The motives to actions and the inward turns of mind seem in our opinion more necessary to be known than the actions themselves; and much rather would we choose that our reader should clearly understand what our principal actors think than what they do.
[H]ow do I pity those who (assuming the name of friends) surround themselves with maxims importing the wisdom of doubt and suspicion, 'til they impose on themselves that very hard task of laboring through life without ever knowing a human creature to whom they can make the proper use of language and freely speak the dictates of their hearts!
What I mean by love ... is this. A sympathetic liking--excited by fancy, directed by judgment--and to which is joined also a most sincere desire of the good and happiness of its object.

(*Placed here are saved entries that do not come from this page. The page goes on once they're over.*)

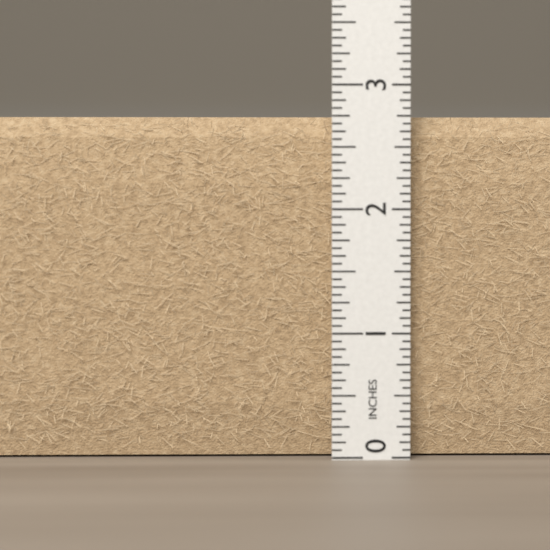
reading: 2.7500 in
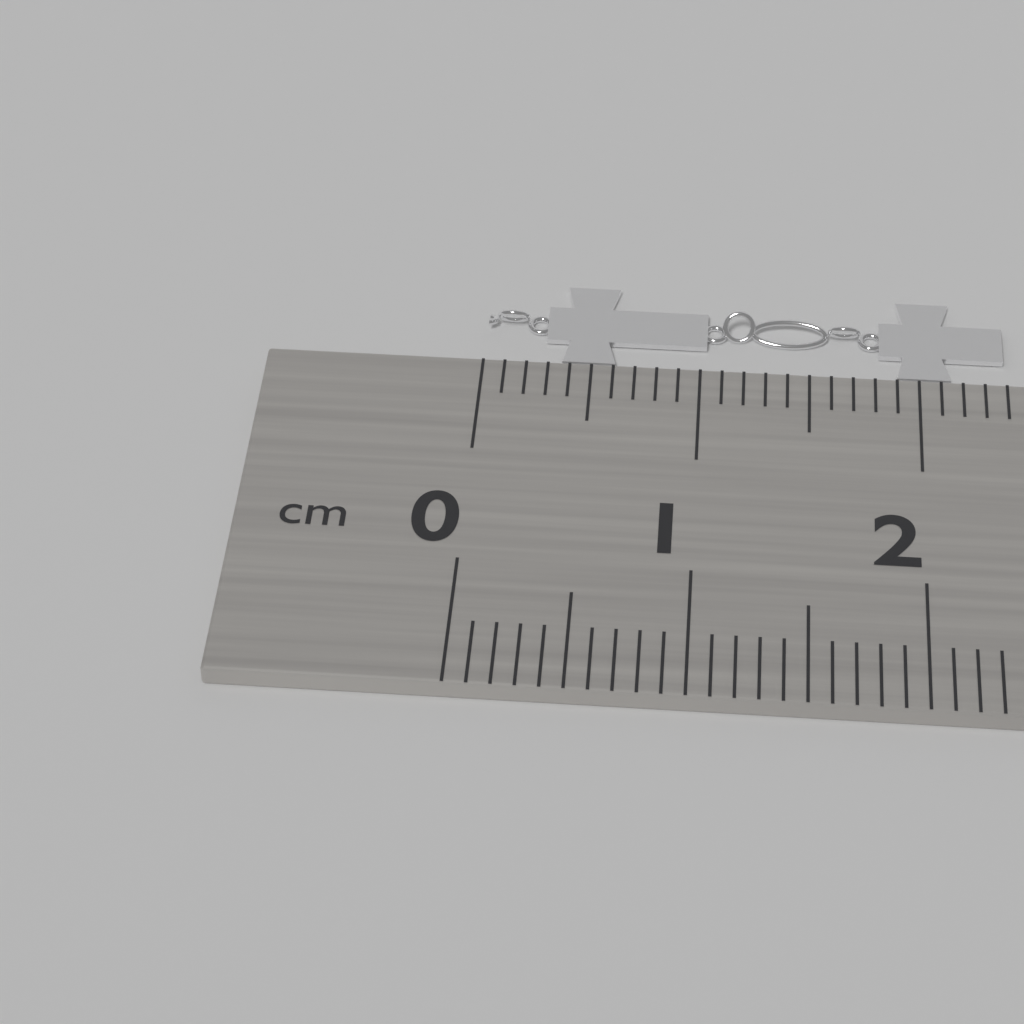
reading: 2.4 cm
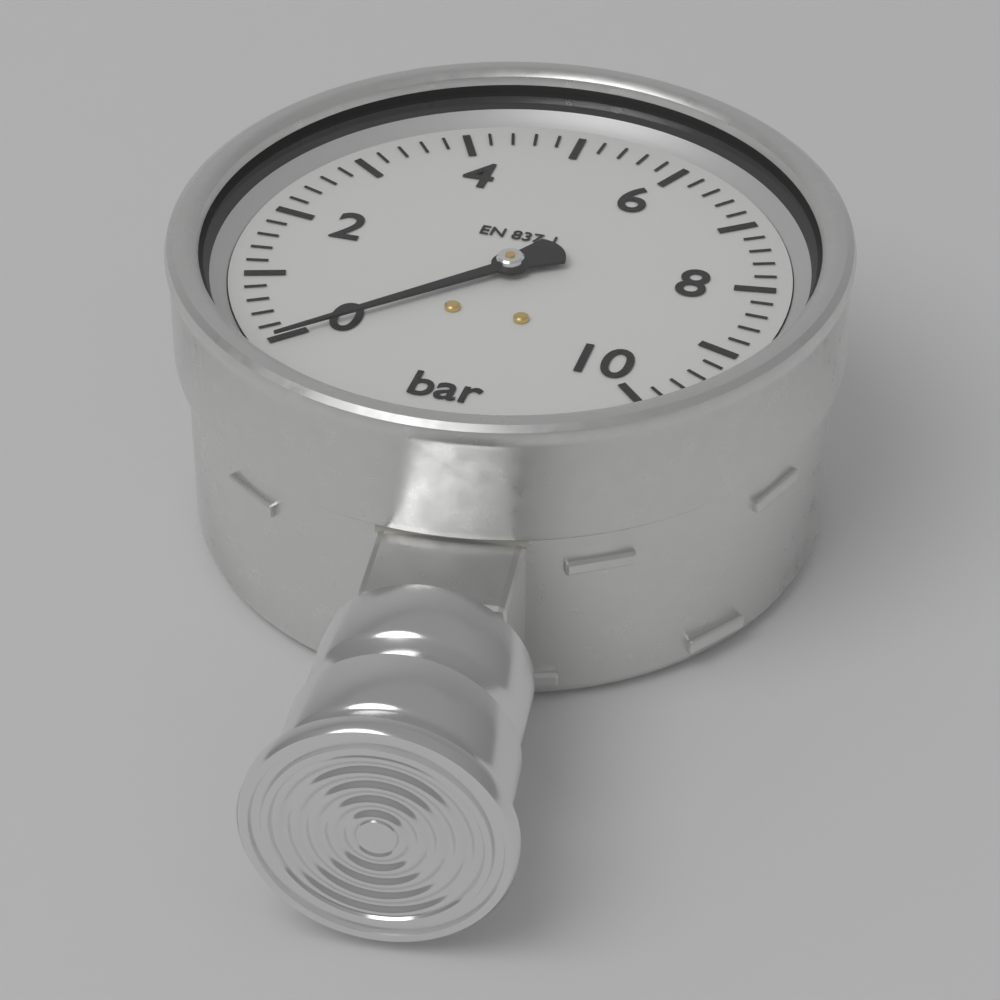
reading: 0.0 bar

I was condemned to be beheaded, or burnt, as the king pleased; and he was graciously pleased, from the great remains of his love, to choose the mildest sentence.
I was amongst the virtues like the great Turk in his seraglio of women, and I chose to dwell with that virtue which looked the fairest in my eyes and gave me at that season most pleasure. In short, I made wives of them: I first admired them, then made them my own property, and if they would not submit to my will, I again turned them off and divorced them.
Their virtues lived in their children. The family changed its persons but not its manners, and they continued a blessing to the world from generation to generation.
If modesty and candor are necessary to an author in his judgment of his own works, no less are they in his reader.